Warren Gatland closes in on claim to be British & Irish Lions’ best coach

Twenty eight years have passed since Warren Gatland’s first encounter with the Lions as a Waikato player. His home province took the Lions to the cleaners and back, beating them 38-10, and that winning habit has remained a steady theme down the years. Over the course of the 57-year-old Gatland’s coaching career, the other constant has been people’s tendency to underestimate him.

There is something about his gait and demeanour that recalls the film The Usual Suspects when – spoiler alert – the real identity of the criminal mastermind Keyser Söze is belatedly revealed. Even before his foot operation after a bad fall while cleaning the windows of his holiday home in New Zealand before the 2013 Australia tour, Gatland has never aspired to be a whippet-trim tracksuit coach from central casting. Not until it is too late do opponents glance up at the scoreboard and realise they have been had.

Finally, though, the undemonstrative Kiwi is in danger of having his cover permanently blown. Win one of the next two Tests and he will have a decent claim to be the most effective Lions coach in history. Not even Sir Ian McGeechan, Jim Telfer or Carwyn James presided over three successive Lions tours without losing a series, as Gatland is within touching distance of doing. As head coach his record – P7 W4 D1 L2 – is remarkable and only a late long-range kick penalty denied the 2009 Lions when he was their forwards coach.

On top of all that sit the four Six Nations titles and three grand slams with Wales, whom he also helped steer to two World Cup semi-finals, plus the domestic glory years with Wasps. His teams invariably punch above their weight, as the other home unions have regularly discovered. “He’s up there with the best coaches in world rugby,” says Scotland’s Stuart Hogg, who has played under Gatland on three Lions tours. “The thing I like best about Gats is that you never quite know where you sit with him. He challenges you on a daily basis and brings the best out in everybody because of the mindset he’s got.

“Our training sessions have been between 25 and 50 minutes but he’s happy as long we make them as intense, fast and accurate as we can. He’s done an incredible job but I know he’s not finished. He wants to get everything out of everybody to make sure we’re successful in the next couple of weeks. Then he can enjoy a glass of red and chill out, I reckon.”

In the early days, some mistook this laidback demeanour for apparent laziness. Most of the time, though, he was listening and watching. Even before the years he spent sitting on the All Blacks’ bench behind Sean Fitzpatrick, he has always been able to spot a decent rugby player in a crowd. Only the other day, for example, he was revealing on why he had preferred Jack Conan to other candidates at No 8. “Some people look for the spectacular stuff. It’s not something I do. I looked at all the things he did well and the fact he doesn’t make many mistakes.” Getting the basics right is non-negotiable for any Gatland side.

Shrewd recruitment, few frills, train smart, share a beer together … the blueprint has not changed much over the years. Where some clubs insist on prioritising expensive new training grounds, Gatland has long since recognised that bonding over a pint in a backstreet pub can be just as valuable. Experience has also taught him what really matters to players on tour. “He’s massive on families,” Hogg says. “We’ve had photos in our rooms, we’ve had messages on team selection … just tiny little bits and pieces that make all the sacrifices worthwhile. He knows that if we were living in a normal world they’d all be here supporting us. If you get a happy, healthy human you get an even better rugby player and that’s something he’s massive on. That’s very much appreciated by us as players.”

Resilience has also long been a part of the mix, although the force of the media blowback took him aback when he dropped Brian O’Driscoll for the final Test in 2013. At times on the 2017 tour of New Zealand he also had to dig deep in the midst of a concerted campaign in sections of the local media to cast him as a clown. Given his nationality, he felt seriously aggrieved and took no little satisfaction in showing up to the final press conference after the drawn series in a red clown nose.

The Breakdown: sign up and get our weekly rugby union email.

As someone who along with his wife, Trudi, had to cope with the tragic death of their first-born child, aged only four months, during his earliest coaching days in Galway, not even this bizarre, Covid-affected tour has shaken his increasingly well-developed sense of perspective. “He’s been calm,” says the England flanker Tom Curry. “He doesn’t say a whole lot, but when he speaks, everyone listens.”

On the eve of a potentially hardcore second Test, this week’s messages have been characteristically straightforward. Gatland has simply told his players to prepare as if they are 1-0 down in the series. Boom. Clear, concise, clever. Given the abbreviated nature of modern tours, it is the ideal Lions modus operandi. One last push and the car salesman’s son from Hamilton will have roared past almost every other coach in the game’s history.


WHAT TO PRODUCE – Nothing past the line containing "This screenshot has width=999, height=578." belongs in the output. Copy exactly every line of the data below from the first up to and including it.

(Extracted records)
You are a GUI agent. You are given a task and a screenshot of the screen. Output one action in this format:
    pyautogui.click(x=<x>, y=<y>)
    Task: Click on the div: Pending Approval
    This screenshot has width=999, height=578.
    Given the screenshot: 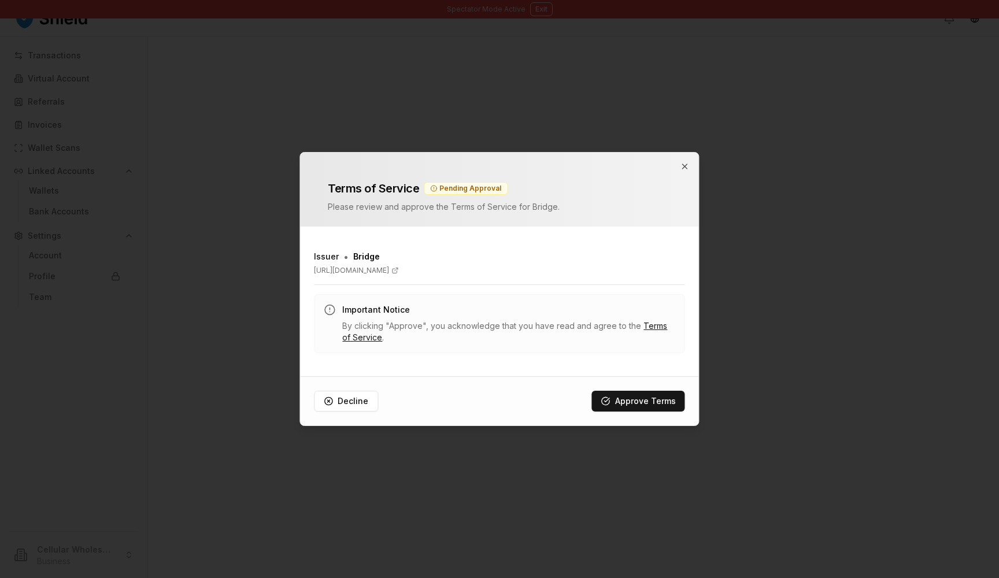 What is the action you would take?
    pyautogui.click(x=465, y=188)
    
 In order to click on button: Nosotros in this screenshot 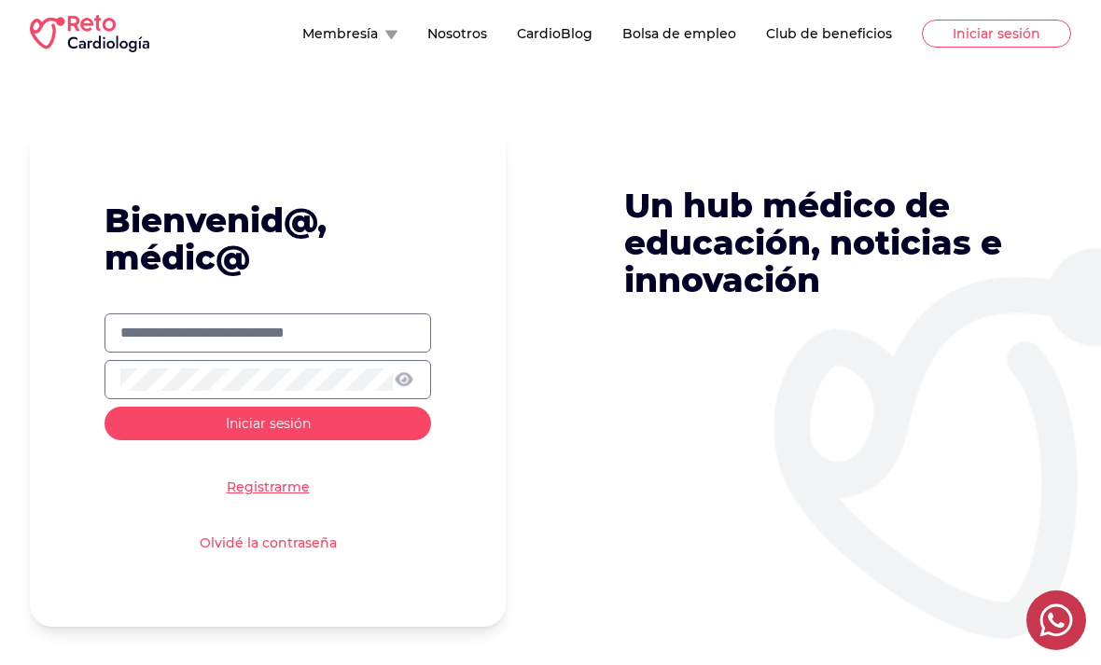, I will do `click(457, 34)`.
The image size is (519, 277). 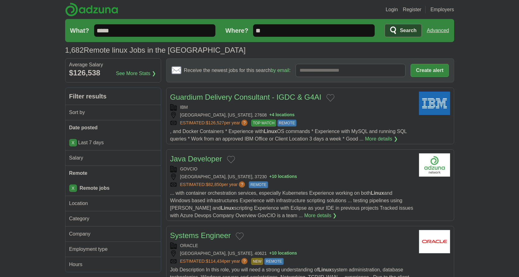 What do you see at coordinates (113, 73) in the screenshot?
I see `div: $126,538` at bounding box center [113, 73].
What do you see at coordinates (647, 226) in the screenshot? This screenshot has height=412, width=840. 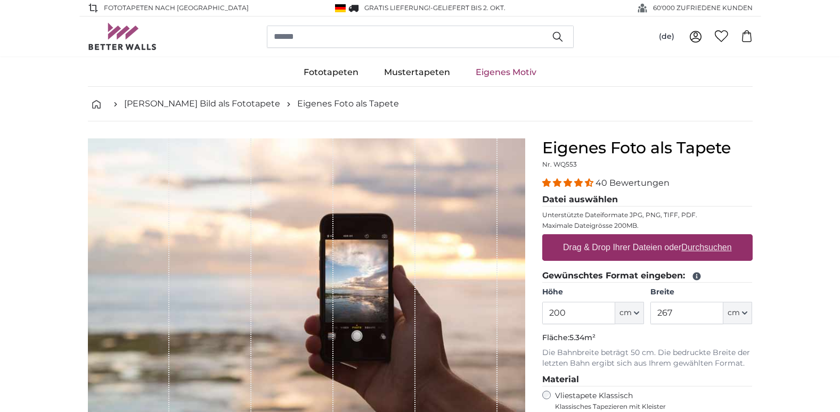 I see `p: Maximale Dateigrösse 200MB.` at bounding box center [647, 226].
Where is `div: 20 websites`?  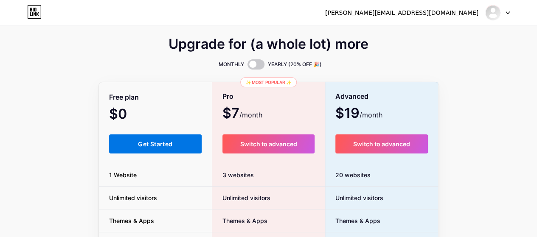
div: 20 websites is located at coordinates (382, 175).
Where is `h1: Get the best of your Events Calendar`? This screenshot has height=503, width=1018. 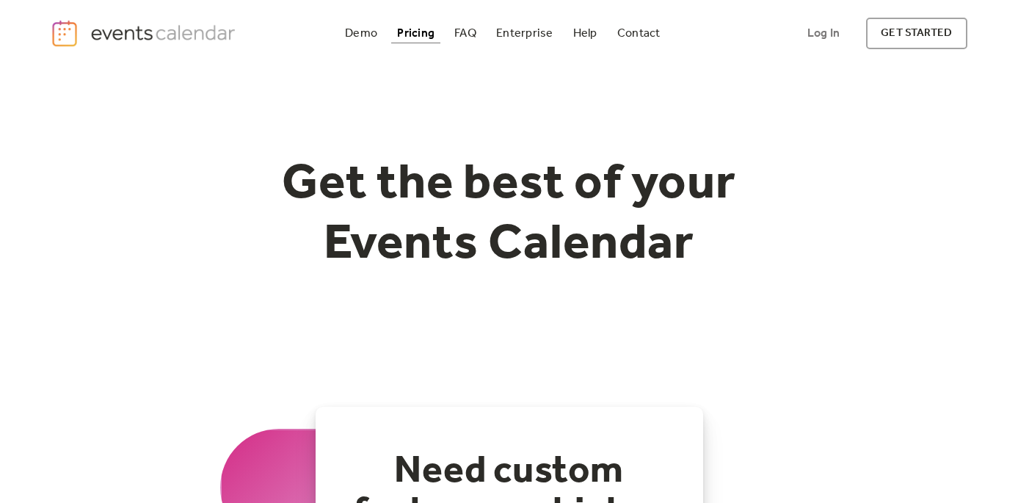 h1: Get the best of your Events Calendar is located at coordinates (509, 214).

YOUR SOLUTION –
You are a GUI agent. You are given a task and a screenshot of the screen. Output one action in this format:
    pyautogui.click(x=<x>, y=<y>)
    Task: Click on the div: Pending Approval
    This screenshot has width=999, height=578.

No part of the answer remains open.